Instantly Charity’s face changed from argumentative to gleeful. She laughed out loud. “You’ll find out. Oh, are you going to get a surprise! There’s going to be an
announcement.
Maybe tomorrow.”

Everybody looked her way, awaiting further enlightenment, but she had said all she was going to. It sounded ominous. In fact, it persuaded Aunt Emily that by letting things drift for only five days she had already waited too long. She subsided into watchfulness. But when Dorothy was clearing the table and George Barnwell had rolled his napkin into its ring and Charity had stood up, already in flight, her mother said, “Are you going out again this evening? I had some things I wanted to talk over with you.”

“Can they wait till tomorrow? We have to go down to the village and make some telephone calls.”

“Telephone calls? To whom?”

“That’s part of the surprise. Won’t tomorrow do?”

“I suppose it might if I were sure I’d see you tomorrow.”

“You can be sure. At breakfast.”

“All right.”

She watched Charity go around the table, drop a kiss on her father’s feathery head, and take Sid’s arm. “Come on, Mr.
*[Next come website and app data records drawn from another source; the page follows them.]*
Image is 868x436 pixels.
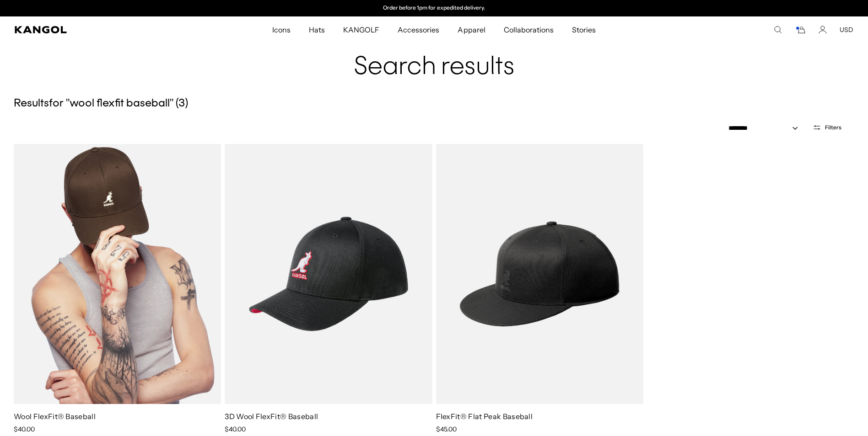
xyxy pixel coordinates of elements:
p: Order before 1pm for expedited delivery. [383,5,485,12]
slideshow-component: Announcement bar [340,5,529,12]
a: Apparel [449,16,494,43]
button: Open filters [808,123,847,132]
span: Accessories [398,16,439,43]
a: KANGOLF [334,16,389,43]
span: Filters [825,124,841,130]
span: Hats [309,16,325,43]
select: Sort by: Featured [725,123,808,133]
a: Icons [264,16,299,43]
div: Announcement [340,5,529,12]
img: 3D Wool FlexFit® Baseball [224,144,432,404]
a: FlexFit® Flat Peak Baseball [436,412,533,421]
button: USD [840,26,854,34]
a: Accessories [389,16,449,43]
span: Collaborations [504,16,554,43]
img: Wool FlexFit® Baseball [14,144,221,404]
a: Account [819,26,827,34]
span: $45.00 [436,425,457,434]
span: Stories [572,16,596,43]
span: $40.00 [14,425,34,434]
span: Apparel [457,16,485,43]
span: Icons [272,16,291,43]
button: Cart [795,26,806,34]
summary: Search here [774,26,782,34]
span: $40.00 [224,425,246,434]
span: KANGOLF [343,16,379,43]
a: Stories [563,16,605,43]
a: Kangol [15,26,181,34]
a: 3D Wool FlexFit® Baseball [224,412,318,421]
a: Hats [299,16,334,43]
a: Wool FlexFit® Baseball [14,412,95,421]
img: FlexFit® Flat Peak Baseball [436,144,644,404]
h5: Results for " wool flexfit baseball " ( 3 ) [14,97,855,111]
div: 2 of 2 [340,5,529,12]
h1: Search results [14,23,855,82]
a: Collaborations [495,16,563,43]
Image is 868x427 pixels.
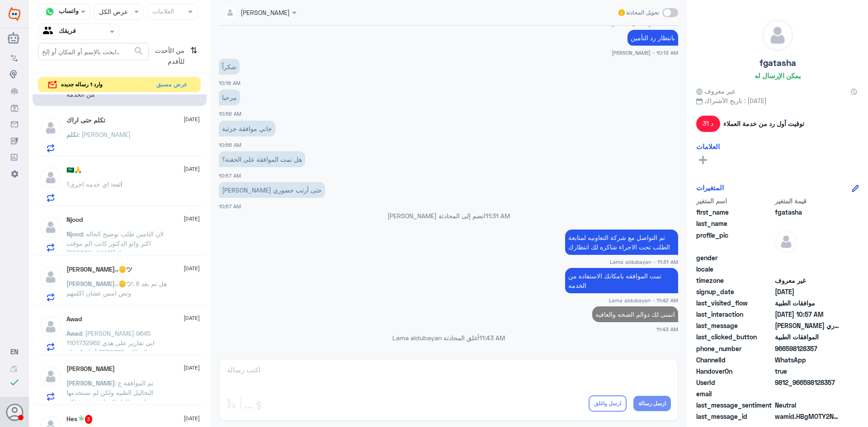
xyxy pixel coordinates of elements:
p: 24/8/2025, 10:56 AM [219,89,240,106]
img: defaultAdmin.png [40,365,62,387]
p: Lama aldubayan أغلق المحادثة [219,333,678,342]
span: 11:31 AM [485,212,510,219]
span: تاريخ الأشتراك : [DATE] [696,96,858,106]
span: email [696,389,773,398]
span: [DATE] [184,363,200,372]
span: first_name [696,208,773,217]
img: defaultAdmin.png [40,166,62,189]
span: 2025-08-24T06:41:55.056Z [774,287,840,296]
span: last_clicked_button [696,332,773,342]
span: : تم الموافقة ع التحاليل الطبيه ولكن لم نستخدمها اتمنى الغاء الموافقه من قبلكم [67,379,153,406]
h6: المتغيرات [696,184,723,191]
h5: Awad [67,315,82,323]
img: defaultAdmin.png [762,20,792,50]
span: null [774,253,840,263]
h5: 🇸🇦🙏 [67,166,82,174]
span: last_message [696,321,773,330]
span: [DATE] [184,215,200,222]
span: last_visited_flow [696,298,773,308]
span: 2 [774,355,840,365]
span: Lama aldubayan - 11:31 AM [609,258,678,266]
span: UserId [696,378,773,387]
span: موافقات الطبية [774,298,840,308]
span: last_message_sentiment [696,401,773,410]
span: search [133,46,144,56]
span: locale [696,264,773,274]
span: HandoverOn [696,366,773,376]
h5: Njood [67,216,83,224]
img: defaultAdmin.png [40,266,62,288]
span: wamid.HBgMOTY2NTk4MTI4MzU3FQIAEhggMjM0RjEzNURDNDRDOUI1OTZDMjExQTg1QzIzQTFDNzAA [774,411,840,421]
p: 24/8/2025, 11:43 AM [592,306,678,322]
span: : [PERSON_NAME] [78,131,131,139]
span: الموافقات الطبية [774,332,840,342]
img: yourTeam.svg [43,25,56,38]
span: true [774,366,840,376]
span: قيمة المتغير [774,196,840,206]
p: 24/8/2025, 10:13 AM [627,30,678,46]
h5: Hes🧚🏻‍♂️ [67,415,92,424]
button: ارسل واغلق [588,395,626,411]
span: timezone [696,276,773,285]
span: fgatasha [774,208,840,217]
button: search [133,44,144,59]
span: توقيت أول رد من خدمة العملاء [723,119,804,128]
span: [DATE] [184,264,200,272]
span: 11:43 AM [656,325,678,333]
span: ChannelId [696,355,773,365]
p: 24/8/2025, 10:56 AM [219,121,275,137]
span: 0 [774,401,840,410]
p: 24/8/2025, 10:57 AM [219,182,325,198]
h5: fgatasha [759,58,796,68]
span: Awad [67,329,82,337]
span: 3 [85,415,92,424]
span: أرجو افادتي حتى أرتب حضوري [774,321,840,330]
p: 24/8/2025, 10:57 AM [219,151,305,167]
span: null [774,389,840,398]
h5: Salman..🪙ツ [67,266,133,273]
p: 24/8/2025, 10:18 AM [219,59,239,74]
span: signup_date [696,287,773,296]
p: [PERSON_NAME] انضم إلى المحادثة [219,211,678,221]
button: ارسل رسالة [633,396,671,411]
i: check [9,377,20,387]
img: defaultAdmin.png [40,315,62,338]
span: تكلم [67,131,78,139]
span: من الأحدث للأقدم [149,43,187,69]
img: defaultAdmin.png [40,216,62,239]
span: 10:56 AM [219,142,241,148]
button: الصورة الشخصية [6,404,23,420]
img: defaultAdmin.png [40,116,62,139]
span: gender [696,253,773,263]
img: Widebot Logo [8,7,20,21]
h5: Abdulaziz Alotaibi [67,365,115,373]
span: [DATE] [184,314,200,322]
span: غير معروف [774,276,840,285]
span: انت [112,181,122,188]
span: Njood [67,230,83,237]
p: 24/8/2025, 11:31 AM [565,230,678,255]
i: ⇅ [190,43,197,66]
span: 31 د [696,116,720,132]
span: 10:56 AM [219,111,241,116]
span: last_message_id [696,411,773,421]
span: تحويل المحادثة [626,8,659,17]
span: phone_number [696,344,773,353]
span: [DATE] [184,115,200,124]
span: EN [10,347,19,356]
span: last_interaction [696,309,773,319]
span: غير معروف [696,86,735,96]
h6: العلامات [696,142,719,151]
span: [DATE] [184,414,200,422]
span: null [774,264,840,274]
span: 11:43 AM [479,334,505,342]
button: EN [10,347,19,356]
span: وارد 1 رساله جديده [61,80,103,89]
div: العلامات [151,7,174,18]
span: 10:18 AM [219,80,241,86]
span: : تمت الموافقه بامكانك الاستفاده من الخدمه [67,81,152,98]
img: whatsapp.png [43,5,56,19]
span: 10:57 AM [219,203,241,209]
span: [PERSON_NAME] - 10:13 AM [611,49,678,56]
span: 10:57 AM [219,173,241,179]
Lang, sir. We’ll be late.” There they went, she in her dirndl and sweater, he in his wrinkled khakis.

Somewhat grimly, Aunt Emily took herself out onto the porch. She sat a long time in the dusk, knitting by ear, thinking and planning, annoyed by Charity’s lack of common sense. Such an airy dismissing of warnings—for she knew precisely what her mother wanted to talk to her about. Such total lack of realism, with her infatuated faith that people could do anything they wanted to if they only wanted it enough. With Sid, at least, Charity’s theory was sound. She could do anything she wanted with
him.
He had no better sense than she had.

Well, tomorrow’s encounter. She would begin by pointing out that her sister Margaret, with Molly and three children, was coming on Sunday, and would require the dormitory. Sid’s visit must therefore be terminated. That would bring on the promised announcement, which she would have to oppose. Then the fat would be in the fire—hurt, tears, protestations, anger, the whole rest of the summer with a sullen Charity moping around the place, unhappy and rebellious and embittered. Perhaps there would be the necessity of resisting her return to Cambridge, where she would be out of control. There would be the unpleasant duty of watching the mail—not to intercept it, she would not stoop to that, but to make sure that the break was clean.